What do you do with 150 mantises?
This is the question nobody asks until it’s too late. You hatched the ooth. Now you have 150 living animals that each need their own container, daily fruit flies, and misting.
Realistically, you cannot keep them all. You can house a handful. The rest need homes fast, before they cannibalize or starve. Selling or giving away that many nymphs, all the same age, all needing the same care, is its own project. Most people end up overwhelmed, and the brood collapses to a few survivors by attrition. That’s not a happy outcome. It’s just the common one.
This is exactly why breeders exist
Here’s the honest pivot. Everything above is the brutal part of the mantis life cycle, and it’s the part we absorb so you don’t have to.
Hatching an ootheca is the hardest, highest-loss stage in the entire hobby. The timing gambling, the pinhead escapes, the fruit fly marathon, the cannibalism, the separation labor across a whole brood. A captive-bred nymph skips all of it.
When you buy an L2 or L3 nymph from us, someone already ran the hatch, already fed the brood through its most fragile instars, already separated everyone into individual cups, and already culled and selected for the strong ones. You get a healthy, eating, established young mantis. One animal. One enclosure. A clean start.
That’s the whole value of captive breeding. We do not sell egg cases, and we never will, because handing a beginner an ootheca is handing them the worst version of this hobby. We sell the thing on the other side of that wall. If you’re weighing your options, our praying mantis buying guide and our breakdown of how much a praying mantis costs walk through what a captive-bred nymph actually runs.

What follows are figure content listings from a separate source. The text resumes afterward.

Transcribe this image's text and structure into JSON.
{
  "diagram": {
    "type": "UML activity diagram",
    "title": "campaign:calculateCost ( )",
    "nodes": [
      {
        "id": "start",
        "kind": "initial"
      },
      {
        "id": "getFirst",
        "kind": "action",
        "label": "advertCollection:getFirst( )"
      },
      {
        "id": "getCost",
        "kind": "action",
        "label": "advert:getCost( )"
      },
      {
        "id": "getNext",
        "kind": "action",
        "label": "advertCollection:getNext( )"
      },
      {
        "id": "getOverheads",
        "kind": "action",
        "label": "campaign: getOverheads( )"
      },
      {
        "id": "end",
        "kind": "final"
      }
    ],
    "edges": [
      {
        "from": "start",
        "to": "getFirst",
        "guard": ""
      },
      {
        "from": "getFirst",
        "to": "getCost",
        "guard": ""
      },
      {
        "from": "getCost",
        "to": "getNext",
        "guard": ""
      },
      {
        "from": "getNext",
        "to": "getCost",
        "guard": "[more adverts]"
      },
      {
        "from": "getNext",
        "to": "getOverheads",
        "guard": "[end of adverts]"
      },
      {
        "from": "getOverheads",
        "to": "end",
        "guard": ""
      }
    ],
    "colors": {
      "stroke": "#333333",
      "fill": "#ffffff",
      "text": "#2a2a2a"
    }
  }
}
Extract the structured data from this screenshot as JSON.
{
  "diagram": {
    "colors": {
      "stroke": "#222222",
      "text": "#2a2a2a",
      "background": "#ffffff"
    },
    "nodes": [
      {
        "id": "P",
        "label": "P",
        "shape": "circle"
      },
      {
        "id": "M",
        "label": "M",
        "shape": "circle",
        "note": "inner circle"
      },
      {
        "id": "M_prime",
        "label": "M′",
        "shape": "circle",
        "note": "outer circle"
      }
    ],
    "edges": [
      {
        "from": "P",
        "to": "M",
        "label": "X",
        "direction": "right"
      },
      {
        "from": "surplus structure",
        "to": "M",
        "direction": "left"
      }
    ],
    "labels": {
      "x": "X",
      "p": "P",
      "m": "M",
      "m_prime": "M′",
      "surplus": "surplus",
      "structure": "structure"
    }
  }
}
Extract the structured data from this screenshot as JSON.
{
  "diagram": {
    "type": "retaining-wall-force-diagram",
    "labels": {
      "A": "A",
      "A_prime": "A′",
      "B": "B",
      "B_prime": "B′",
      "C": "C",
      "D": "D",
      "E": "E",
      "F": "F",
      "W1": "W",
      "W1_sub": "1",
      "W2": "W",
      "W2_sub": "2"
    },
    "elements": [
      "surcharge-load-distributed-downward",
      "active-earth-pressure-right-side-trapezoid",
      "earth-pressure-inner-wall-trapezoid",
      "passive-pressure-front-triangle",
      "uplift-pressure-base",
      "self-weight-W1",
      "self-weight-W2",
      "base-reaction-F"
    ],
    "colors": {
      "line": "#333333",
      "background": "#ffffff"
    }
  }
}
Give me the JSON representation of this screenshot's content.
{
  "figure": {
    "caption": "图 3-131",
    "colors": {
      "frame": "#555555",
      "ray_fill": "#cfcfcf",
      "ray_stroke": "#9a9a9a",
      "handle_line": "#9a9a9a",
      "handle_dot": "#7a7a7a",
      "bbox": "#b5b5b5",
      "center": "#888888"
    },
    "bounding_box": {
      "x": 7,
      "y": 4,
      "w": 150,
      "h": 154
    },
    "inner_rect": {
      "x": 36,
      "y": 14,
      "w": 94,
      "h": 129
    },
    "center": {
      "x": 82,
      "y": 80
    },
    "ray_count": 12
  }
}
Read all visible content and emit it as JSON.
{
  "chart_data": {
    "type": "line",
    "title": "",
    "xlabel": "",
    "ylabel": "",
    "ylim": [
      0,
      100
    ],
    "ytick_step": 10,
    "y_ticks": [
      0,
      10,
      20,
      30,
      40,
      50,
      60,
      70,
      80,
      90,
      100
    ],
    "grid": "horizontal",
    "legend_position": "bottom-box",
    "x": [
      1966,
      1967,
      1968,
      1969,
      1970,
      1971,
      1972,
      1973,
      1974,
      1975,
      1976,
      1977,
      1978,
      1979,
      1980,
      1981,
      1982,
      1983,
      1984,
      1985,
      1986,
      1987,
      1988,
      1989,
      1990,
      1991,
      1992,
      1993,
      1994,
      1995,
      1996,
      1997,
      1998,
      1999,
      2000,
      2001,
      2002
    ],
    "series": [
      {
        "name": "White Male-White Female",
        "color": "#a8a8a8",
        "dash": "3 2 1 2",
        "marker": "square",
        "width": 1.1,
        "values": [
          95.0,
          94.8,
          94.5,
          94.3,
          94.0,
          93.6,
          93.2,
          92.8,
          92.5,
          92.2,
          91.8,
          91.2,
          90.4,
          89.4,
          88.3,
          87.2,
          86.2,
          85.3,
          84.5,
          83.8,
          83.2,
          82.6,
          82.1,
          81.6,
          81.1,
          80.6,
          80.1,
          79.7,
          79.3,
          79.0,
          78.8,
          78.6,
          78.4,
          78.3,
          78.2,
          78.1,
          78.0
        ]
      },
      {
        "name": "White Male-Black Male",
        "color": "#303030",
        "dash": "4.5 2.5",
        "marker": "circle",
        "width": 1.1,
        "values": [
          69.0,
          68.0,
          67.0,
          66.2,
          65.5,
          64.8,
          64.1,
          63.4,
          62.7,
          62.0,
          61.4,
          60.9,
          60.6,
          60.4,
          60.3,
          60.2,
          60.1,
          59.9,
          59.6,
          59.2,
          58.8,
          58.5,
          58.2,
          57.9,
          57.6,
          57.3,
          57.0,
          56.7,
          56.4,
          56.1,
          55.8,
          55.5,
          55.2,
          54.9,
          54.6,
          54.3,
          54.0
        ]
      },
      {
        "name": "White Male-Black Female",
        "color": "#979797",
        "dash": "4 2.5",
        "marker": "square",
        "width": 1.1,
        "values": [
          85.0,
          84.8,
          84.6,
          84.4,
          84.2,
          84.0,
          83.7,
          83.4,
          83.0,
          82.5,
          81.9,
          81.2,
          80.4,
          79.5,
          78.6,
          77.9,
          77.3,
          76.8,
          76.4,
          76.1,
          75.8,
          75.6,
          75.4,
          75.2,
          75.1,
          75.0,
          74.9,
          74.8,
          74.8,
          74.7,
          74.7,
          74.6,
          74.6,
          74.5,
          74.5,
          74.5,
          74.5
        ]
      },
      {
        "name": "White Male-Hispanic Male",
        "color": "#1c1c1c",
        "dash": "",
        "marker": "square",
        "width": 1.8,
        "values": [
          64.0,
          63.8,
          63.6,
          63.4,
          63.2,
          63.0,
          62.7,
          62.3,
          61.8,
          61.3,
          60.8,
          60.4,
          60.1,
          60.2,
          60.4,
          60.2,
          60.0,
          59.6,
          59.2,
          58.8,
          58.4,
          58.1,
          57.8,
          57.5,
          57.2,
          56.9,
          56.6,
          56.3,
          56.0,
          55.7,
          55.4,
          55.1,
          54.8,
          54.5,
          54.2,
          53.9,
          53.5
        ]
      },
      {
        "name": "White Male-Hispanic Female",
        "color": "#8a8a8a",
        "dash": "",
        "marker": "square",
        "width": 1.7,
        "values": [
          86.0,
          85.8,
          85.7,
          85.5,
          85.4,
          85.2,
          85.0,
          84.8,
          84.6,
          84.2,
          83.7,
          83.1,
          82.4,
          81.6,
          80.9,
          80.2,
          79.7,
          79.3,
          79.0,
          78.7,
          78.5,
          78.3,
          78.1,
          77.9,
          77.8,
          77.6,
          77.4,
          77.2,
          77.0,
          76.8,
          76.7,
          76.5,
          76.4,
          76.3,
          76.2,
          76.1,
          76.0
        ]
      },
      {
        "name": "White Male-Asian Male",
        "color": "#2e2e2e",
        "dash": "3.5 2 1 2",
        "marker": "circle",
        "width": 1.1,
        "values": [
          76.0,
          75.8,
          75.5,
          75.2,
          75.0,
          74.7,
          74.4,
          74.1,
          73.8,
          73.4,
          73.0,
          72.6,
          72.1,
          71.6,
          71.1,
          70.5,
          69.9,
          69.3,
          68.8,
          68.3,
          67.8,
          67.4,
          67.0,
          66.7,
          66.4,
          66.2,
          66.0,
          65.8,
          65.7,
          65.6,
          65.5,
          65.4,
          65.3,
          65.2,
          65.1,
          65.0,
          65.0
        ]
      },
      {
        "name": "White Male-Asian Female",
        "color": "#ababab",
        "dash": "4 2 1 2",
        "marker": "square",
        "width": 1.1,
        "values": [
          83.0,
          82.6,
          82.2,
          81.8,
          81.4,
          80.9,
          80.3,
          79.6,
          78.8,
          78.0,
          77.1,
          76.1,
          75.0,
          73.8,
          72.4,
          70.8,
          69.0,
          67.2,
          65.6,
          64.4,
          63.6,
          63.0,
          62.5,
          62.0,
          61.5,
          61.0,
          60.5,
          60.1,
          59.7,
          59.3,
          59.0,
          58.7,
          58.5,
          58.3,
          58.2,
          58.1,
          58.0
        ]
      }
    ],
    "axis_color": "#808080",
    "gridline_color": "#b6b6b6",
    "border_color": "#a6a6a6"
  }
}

If you’re trying to figure out which species to start with, read our best pet mantis for beginners guide. When you’re ready, browse what’s hatched and available in the shop. And before your nymph arrives, read getting started so the enclosure is set up first.
Frequently Asked Questions
How many mantises hatch from one egg case?
Depending on species, a single ootheca produces roughly 50 to over 200 nymphs, and they typically all hatch within an hour or two of each other. You’re not getting one pet. You’re getting a brood that needs immediate separation and a constant supply of fruit flies.
Does Lobo Mantis sell praying mantis egg cases?
No. We don’t sell oothecae and we don’t plan to. Hatching an egg case is the hardest, highest-loss stage in the hobby. We do that work ourselves and sell healthy captive-bred L2 and L3 nymphs that have already cleared it. Browse them in the shop.
How long does it take a mantis egg case to hatch?
After temperate species get their cool dormancy period and then warm up to around 75 to 82°F, hatching usually takes from a few weeks to a couple of months. There’s no precise countdown, which is part of why hatching one yourself is so unpredictable.
Can I just leave an ootheca I found outside?
Usually yes, and that’s often the best choice. A Chinese or Carolina mantis ootheca in your yard is a native or naturalized garden insect. Leave it on its twig and let it hatch in spring on its own schedule. You don’t need to bring it indoors to “save” it.
Why is it so hard to keep all the nymphs alive?
Three reasons stacked together: newly hatched nymphs need live fruit flies immediately and in huge numbers, they escape through almost any normal container, and they cannibalize each other when housed together. Keeping a full brood alive means dozens of individual cups and a fruit fly operation running before hatch day. That’s why most home hatches end with only a few survivors.